The second transcribed document is a forensic medical report written by Dr. Francisco Etxeberria Gabilondo, a professor of Legal and Forensic Medicine in the Basque Country University, and specialist in Forensic Anthropology with the Complutense University, who wrote the study at the bequest of the IIEE (probably for a fee, although that is not mentioned). Dr. Etxeberria wrote that, “it’s a mummified body with all typical the characteristics of a fetus. The body has a length of 14 cm and displays all the structures and anatomical links normal for the head, trunk and extremities.” He continues with a detailed description of each part of the body and finally gives his overall view:
Atacama-Alien-Xray
Atacama Alien Xray. (Credit: IIEE)
“Taken as a whole, the proportions of the anatomical structures (skeleton and softer parts), the level of development of each one of its bones and its macroscopic configuration, allow us to interpret it without any shadow of doubt as a completely normal mummified fetus…Both based on the total length of the body as well as the length of the bones, it can be estimated that it’s a fetus in an approximate gestation period close to 15 weeks.”
The next question is how did this fetus, if that’s what it is, showed up in the abandoned area near the old church of La Noria where it was found by Oscar Muñoz wrapped in a cloth. Obviously nobody knows but Dr. Etxeberria speculates that it could a bit old but probably not an ancient mummified fetus. He explains that due to their lack of “bacterial flora in the digestive tube, which is where the putrefaction of corpses begin,” and other factors, fetuses can be preserved quite well. To this we must add the environmental conditions of the Atacama region, which is the driest desert on Earth, and is perfect for the preservation of objects of various kinds. In fact, the area near the city of Arica is famous for its 10,000-year old mummies far older than those from Egypt, but Dr. Etxeberria explains that it’s unlikely to be very ancient, meaning by that hundreds of years.
Atacama-Alien-back
Atacama humanoid’s back. (Credit: IIEE)
The Greer connection
The final part of Ramón Navia-Osorio’s long article describes briefly how Dr. Steven Greer became involved in this case. The link was made by Dr. Bravo, a female doctor from Dallas, who brought Dr. Greer to the IIEE office in Barcelona. The Spanish researcher mentions here some of the claims contained in the promotional material released by the producers of the Sirius documentary, including DNA sequencing which allegedly found the Atacama being had an “unknown classification.” Until we see the film, we can’t judge how valid is the scientific evidence presented.

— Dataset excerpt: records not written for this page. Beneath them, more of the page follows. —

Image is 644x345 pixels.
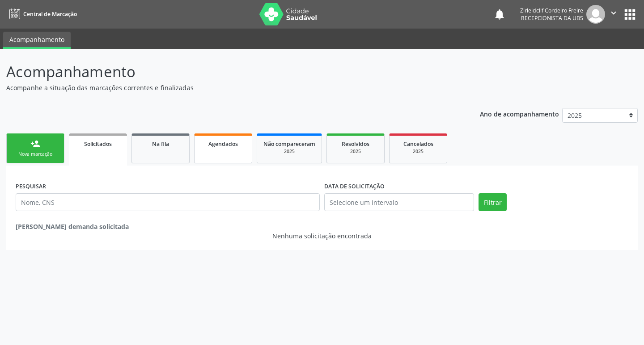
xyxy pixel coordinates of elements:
[478,193,506,212] button: Filtrar
[264,140,315,147] span: Não compareceram
[324,180,384,193] label: DATA DE SOLICITAÇÃO
[342,140,369,147] span: Resolvidos
[31,139,40,148] div: person_add
[604,5,622,24] button: 
[16,232,628,241] div: Nenhuma solicitação encontrada
[520,7,582,14] div: Zirleidclif Cordeiro Freire
[23,11,76,18] span: Central de Marcação
[16,222,129,231] strong: [PERSON_NAME] demanda solicitada
[608,8,619,18] i: 
[395,148,440,155] div: 2025
[586,5,604,24] img: img
[493,8,505,20] button: notifications
[521,14,582,22] span: Recepcionista da UBS
[13,151,58,158] div: Nova marcação
[324,193,474,212] input: Selecione um intervalo
[16,180,46,193] label: PESQUISAR
[84,140,112,147] span: Solicitados
[208,140,238,147] span: Agendados
[6,7,76,21] a: Central de Marcação
[4,32,70,49] a: Acompanhamento
[622,7,637,22] button: apps
[333,148,378,155] div: 2025
[152,140,169,147] span: Na fila
[6,83,448,92] p: Acompanhe a situação das marcações correntes e finalizadas
[264,148,315,155] div: 2025
[403,140,433,147] span: Cancelados
[6,61,448,83] p: Acompanhamento
[480,108,559,119] p: Ano de acompanhamento
[16,193,320,212] input: Nome, CNS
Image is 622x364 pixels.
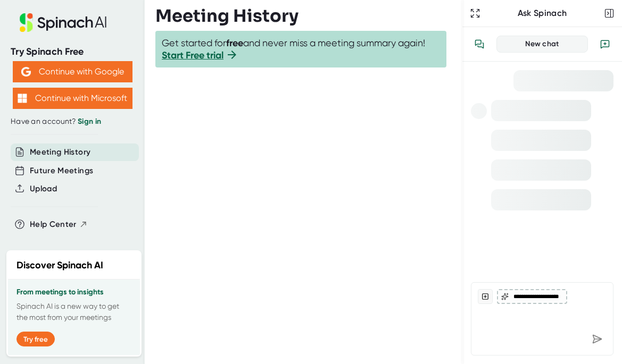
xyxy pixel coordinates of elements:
button: Expand to Ask Spinach page [468,6,483,21]
button: Upload [30,183,57,195]
p: Spinach AI is a new way to get the most from your meetings [17,301,131,323]
button: View conversation history [468,33,490,55]
button: Try free [17,332,55,347]
div: Send message [587,329,606,349]
div: Have an account? [11,117,134,126]
button: Future Meetings [30,165,93,177]
button: Meeting History [30,146,90,159]
h3: Meeting History [155,6,299,26]
button: Close conversation sidebar [602,6,616,21]
span: Help Center [30,218,76,231]
div: Ask Spinach [483,8,602,19]
h2: Discover Spinach AI [17,258,103,272]
b: free [226,37,243,49]
button: Continue with Google [13,61,133,82]
button: New conversation [594,33,616,55]
div: New chat [503,40,581,49]
span: Get started for and never miss a meeting summary again! [162,37,440,61]
a: Sign in [78,117,101,126]
button: Continue with Microsoft [13,88,133,109]
h3: From meetings to insights [17,288,131,296]
a: Start Free trial [162,50,224,61]
div: Try Spinach Free [11,45,134,58]
img: Aehbyd4JwY73AAAAAElFTkSuQmCC [21,67,31,76]
button: Help Center [30,218,88,231]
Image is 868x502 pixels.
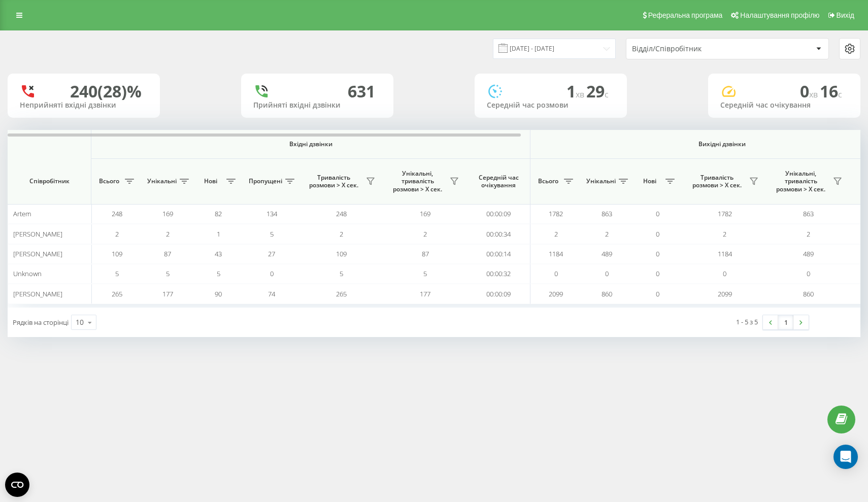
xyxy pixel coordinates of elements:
span: 5 [424,270,427,278]
div: 10 [76,317,84,327]
span: Всього [97,177,122,185]
span: Нові [198,177,223,185]
span: 109 [112,250,122,258]
span: 489 [602,250,612,258]
span: 248 [336,209,346,218]
div: Неприйняті вхідні дзвінки [20,101,148,110]
span: 16 [820,80,842,102]
span: Всього [536,177,561,185]
span: 2 [424,229,427,238]
span: 169 [162,209,173,218]
span: 2099 [718,289,732,298]
span: 0 [605,270,609,278]
span: 1 [567,80,587,102]
a: 1 [778,316,793,329]
span: Унікальні, тривалість розмови > Х сек. [389,169,447,194]
span: Унікальні, тривалість розмови > Х сек. [772,169,830,194]
span: 0 [657,270,660,278]
span: 0 [554,270,558,278]
span: 1184 [548,250,563,258]
span: 0 [800,80,820,102]
span: 134 [266,209,278,218]
button: Open CMP widget [5,473,30,497]
span: Реферальна програма [648,11,723,19]
span: Співробітник [16,177,82,185]
div: Середній час очікування [720,101,848,110]
span: Пропущені [249,177,282,185]
span: 265 [112,289,122,298]
span: Artem [13,209,31,218]
span: [PERSON_NAME] [13,250,62,258]
span: 0 [723,270,726,278]
span: 87 [422,250,429,258]
div: 240 (28)% [70,82,142,101]
td: 00:00:09 [467,284,530,304]
span: 489 [803,250,814,258]
span: 2 [340,229,343,238]
span: Тривалість розмови > Х сек. [688,173,746,189]
span: 2 [554,229,558,238]
span: 0 [807,270,811,278]
span: Нові [637,177,662,185]
span: 90 [214,289,222,298]
span: 1184 [718,250,732,258]
span: Налаштування профілю [740,11,820,19]
span: 265 [336,289,346,298]
span: 0 [270,270,274,278]
div: Open Intercom Messenger [834,445,858,469]
span: 5 [115,270,119,278]
span: Унікальні [147,177,177,185]
td: 00:00:34 [467,224,530,244]
span: 109 [336,250,346,258]
div: 1 - 5 з 5 [736,317,758,327]
span: 29 [587,80,609,102]
span: 248 [112,209,122,218]
span: 2 [166,229,169,238]
span: c [605,89,609,100]
span: 860 [602,289,612,298]
span: [PERSON_NAME] [13,289,62,298]
span: [PERSON_NAME] [13,229,62,238]
span: Тривалість розмови > Х сек. [305,173,363,189]
div: 631 [348,82,375,101]
span: 177 [162,289,173,298]
span: 27 [268,250,275,258]
span: 2 [807,229,811,238]
span: Вхідні дзвінки [118,140,504,148]
span: 43 [214,250,222,258]
span: Унікальні [587,177,616,185]
span: Середній час очікування [475,173,523,189]
span: 5 [217,270,220,278]
span: 87 [164,250,171,258]
span: 1 [217,229,220,238]
span: 1782 [718,209,732,218]
span: 5 [270,229,274,238]
span: 0 [657,229,660,238]
span: Вихід [836,11,855,19]
span: 863 [803,209,814,218]
span: хв [809,89,820,100]
span: 0 [657,289,660,298]
span: 2099 [548,289,563,298]
span: c [838,89,842,100]
span: 169 [420,209,431,218]
span: Рядків на сторінці [13,317,69,327]
span: 2 [605,229,609,238]
span: 177 [420,289,431,298]
span: 2 [115,229,119,238]
span: 0 [657,209,660,218]
span: 74 [268,289,275,298]
span: 5 [340,270,343,278]
span: 860 [803,289,814,298]
span: 82 [214,209,222,218]
td: 00:00:14 [467,244,530,264]
td: 00:00:32 [467,264,530,284]
span: 1782 [548,209,563,218]
span: хв [576,89,587,100]
td: 00:00:09 [467,204,530,224]
span: 2 [723,229,726,238]
span: 5 [166,270,169,278]
div: Середній час розмови [487,101,615,110]
div: Прийняті вхідні дзвінки [253,101,381,110]
div: Відділ/Співробітник [633,45,753,54]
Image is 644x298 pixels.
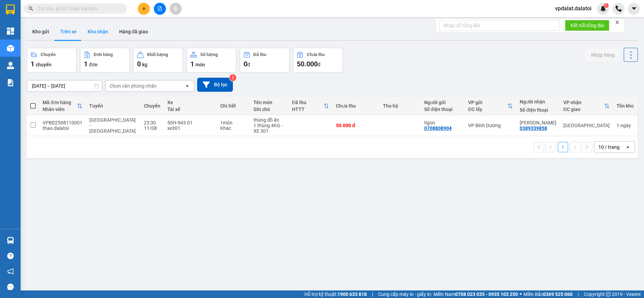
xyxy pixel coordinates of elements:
svg: open [184,83,190,89]
div: Chi tiết [220,103,247,108]
button: Đã thu0đ [240,48,290,73]
span: question-circle [7,253,14,259]
span: 1 [605,3,607,8]
button: Khối lượng0kg [133,48,183,73]
div: Khác [220,126,247,131]
span: 50.000 [296,60,318,68]
div: Ghi chú [254,107,285,112]
div: ĐC lấy [468,107,507,112]
div: Người gửi [424,100,461,105]
sup: 2 [230,74,237,81]
div: Kiều nương [519,120,556,126]
button: Đơn hàng1đơn [80,48,130,73]
strong: 0708 023 035 - 0935 103 250 [455,291,518,296]
div: ĐC giao [563,107,604,112]
img: warehouse-icon [7,237,14,243]
span: 1 [84,60,88,68]
div: 50.000 đ [336,123,376,128]
input: Tìm tên, số ĐT hoặc mã đơn [38,5,119,12]
div: Nhân viên [43,107,77,112]
div: Chưa thu [336,103,376,108]
span: đơn [89,61,97,67]
div: VPBD2508110001 [43,120,82,126]
div: VP Bình Dương [468,123,512,128]
span: Miền Bắc [524,290,572,298]
div: Số lượng [200,52,218,57]
div: 11/08 [143,126,161,131]
div: 1 [617,123,634,128]
span: kg [142,61,147,67]
div: Tài xế [167,107,214,112]
span: 1 [190,60,194,68]
span: [GEOGRAPHIC_DATA] - [GEOGRAPHIC_DATA] [90,117,136,133]
button: Nhập hàng [585,49,620,61]
div: HTTT [292,107,324,112]
div: Tên món [254,100,285,105]
span: 1 [31,60,34,68]
button: 1 [558,142,568,152]
span: ⚪️ [519,293,522,295]
div: 1 thùng 4KG -XE 301 [254,123,285,133]
div: Khối lượng [147,52,168,57]
div: Số điện thoại [519,107,556,113]
div: Tuyến [90,103,137,108]
span: 0 [243,60,247,68]
button: Kho gửi [26,23,55,40]
button: Bộ lọc [197,78,233,91]
div: 23:30 [143,120,161,126]
strong: 0369 525 060 [543,291,572,296]
img: logo-vxr [6,4,15,15]
span: Kết nối tổng đài [571,21,604,29]
button: Kho nhận [82,23,114,40]
button: Số lượng1món [186,48,237,73]
div: Người nhận [519,99,556,104]
div: Xe [167,100,214,105]
button: Chuyến1chuyến [26,48,77,73]
img: icon-new-feature [600,5,606,12]
span: Miền Nam [433,290,518,298]
div: [GEOGRAPHIC_DATA] [563,123,610,128]
div: Thu hộ [383,103,417,108]
th: Toggle SortBy [559,96,613,115]
img: warehouse-icon [7,44,14,52]
div: xe301 [167,126,214,131]
div: Chuyến [143,103,161,108]
span: notification [7,268,14,274]
button: file-add [154,3,166,15]
span: vpdalat.dalatoi [549,4,597,13]
div: Tồn kho [617,103,634,108]
th: Toggle SortBy [39,96,86,115]
div: tigon [424,120,461,126]
div: 0389339858 [519,126,547,131]
span: caret-down [631,5,637,12]
span: aim [173,6,178,11]
div: Chuyến [40,52,56,57]
span: 0 [137,60,141,68]
span: copyright [606,291,611,296]
span: | [372,290,373,298]
button: Kết nối tổng đài [565,20,609,31]
div: 50H-943.01 [167,120,214,126]
img: warehouse-icon [7,61,14,69]
th: Toggle SortBy [289,96,332,115]
input: Nhập số tổng đài [439,20,559,31]
button: caret-down [628,3,640,15]
span: plus [142,6,146,11]
div: Số điện thoại [424,107,461,112]
div: VP nhận [563,100,604,105]
div: VP gửi [468,100,507,105]
span: file-add [157,6,162,11]
div: 10 / trang [598,143,619,150]
span: chuyến [36,61,51,67]
button: plus [138,3,149,15]
div: Chưa thu [307,52,325,57]
span: message [7,283,14,289]
span: search [28,6,33,11]
span: món [196,61,205,67]
div: Đã thu [254,52,266,57]
span: đ [247,61,250,67]
svg: open [625,144,630,149]
sup: 1 [604,3,608,8]
div: thùng đồ ăn [254,117,285,123]
button: Trên xe [55,23,82,40]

That, in essence, is the saga of the little mummy from its early days in the Chilean ghost town to Spain’s scientific labs. In his final conclusions, Navia-Osorio writes that, “we are not among those who claim that it’s an ET, although morphologically speaking it really looks similar to some of them. We can’t deny that, but before asserting it we must consider other possibilities. In summary, we don’t have conclusive proof that can determine the nature of the specimen.”